NSF Stories

Research provides new view of the critical role of plankton in marine carbon storage

Insights into important roles of plankton in carbon dioxide storage

The sea is Earth's most formidable carbon dioxide storage machine, but mysteries abound about the interlocking processes and the myriad organisms involved.

Now, thanks to NSF-funded research published in a series of papers in the journal Frontiers in Marine Science, researchers at Florida State University are inching toward understanding the ocean's carbon storage, its constituent biological players and the factors that could be limiting its efficiency.

In three studies of the biological carbon pump — the process by which carbon dioxide is produced by photosynthetic algae in the surface ocean and transferred to the seafloor and stored for millennia -- biological oceanographer Mike Stukel and his collaborators found that microscopic zooplankton play critical, often underappreciated roles in transporting and holding carbon.

"These organisms contribute to the biological carbon pump by creating carbon-rich fecal pellets that sink rapidly into the ocean," Stukel said. "However, some zooplankton also feed on those sinking particles, thus decreasing the efficiency of that pump."
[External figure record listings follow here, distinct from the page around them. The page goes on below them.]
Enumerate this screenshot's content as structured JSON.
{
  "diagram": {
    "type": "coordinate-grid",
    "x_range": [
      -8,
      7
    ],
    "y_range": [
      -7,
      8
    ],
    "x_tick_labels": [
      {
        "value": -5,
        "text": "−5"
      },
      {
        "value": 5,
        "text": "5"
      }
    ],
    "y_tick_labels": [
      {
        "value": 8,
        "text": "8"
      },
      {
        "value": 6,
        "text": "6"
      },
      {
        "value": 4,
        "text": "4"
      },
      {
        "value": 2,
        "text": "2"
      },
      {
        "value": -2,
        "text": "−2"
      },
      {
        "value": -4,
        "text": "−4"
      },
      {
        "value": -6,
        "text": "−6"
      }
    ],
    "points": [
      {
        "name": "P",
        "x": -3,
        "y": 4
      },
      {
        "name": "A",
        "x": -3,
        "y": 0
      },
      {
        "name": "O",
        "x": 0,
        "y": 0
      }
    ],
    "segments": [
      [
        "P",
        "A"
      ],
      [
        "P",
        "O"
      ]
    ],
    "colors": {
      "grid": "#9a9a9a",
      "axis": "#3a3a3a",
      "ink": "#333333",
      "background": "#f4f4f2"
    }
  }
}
Hungry zooplankton hundreds of meters below the surface often consume carbon-rich particles sinking toward the ocean floor, interrupting the transport process.
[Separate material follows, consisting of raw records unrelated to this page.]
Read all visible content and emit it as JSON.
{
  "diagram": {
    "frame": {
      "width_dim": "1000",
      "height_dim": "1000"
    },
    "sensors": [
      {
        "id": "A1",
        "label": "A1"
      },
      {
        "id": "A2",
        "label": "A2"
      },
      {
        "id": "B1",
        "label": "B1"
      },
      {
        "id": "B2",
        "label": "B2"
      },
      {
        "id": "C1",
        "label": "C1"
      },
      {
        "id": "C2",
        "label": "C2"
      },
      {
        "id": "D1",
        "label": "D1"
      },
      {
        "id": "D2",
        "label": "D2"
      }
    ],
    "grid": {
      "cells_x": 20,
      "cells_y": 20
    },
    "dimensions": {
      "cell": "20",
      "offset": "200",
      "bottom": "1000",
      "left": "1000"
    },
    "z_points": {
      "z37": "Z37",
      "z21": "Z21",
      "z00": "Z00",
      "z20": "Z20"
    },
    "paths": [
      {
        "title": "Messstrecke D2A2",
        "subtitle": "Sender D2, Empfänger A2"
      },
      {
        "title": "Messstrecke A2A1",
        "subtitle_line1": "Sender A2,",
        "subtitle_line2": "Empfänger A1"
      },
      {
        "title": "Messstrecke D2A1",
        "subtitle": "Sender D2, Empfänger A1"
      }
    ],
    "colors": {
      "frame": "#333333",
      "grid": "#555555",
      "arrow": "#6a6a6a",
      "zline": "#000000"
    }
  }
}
Most studies of zooplankton's role have assumed that behavior of particular zooplankton groups is representative of all zooplankton in the sea. This research demonstrates the variety of ways these diminutive organisms can alter, and sometimes impede, the biological carbon pump.

Stukel and his team found that some groups of particle-feeding organisms may influence carbon transport as much as more abundant suspension-feeders like krill, which dine on floating organic matter closer to the ocean's surface.

"These articles are a major advancement in our understanding of microscopic zooplankton," says Dan Thornhill of NSF's Division of Ocean Sciences, which funded the research through its California Current Ecosystem Long-Term Ecological Research site. "These organisms, nearly invisible to our eyes, shape and define major ocean processes."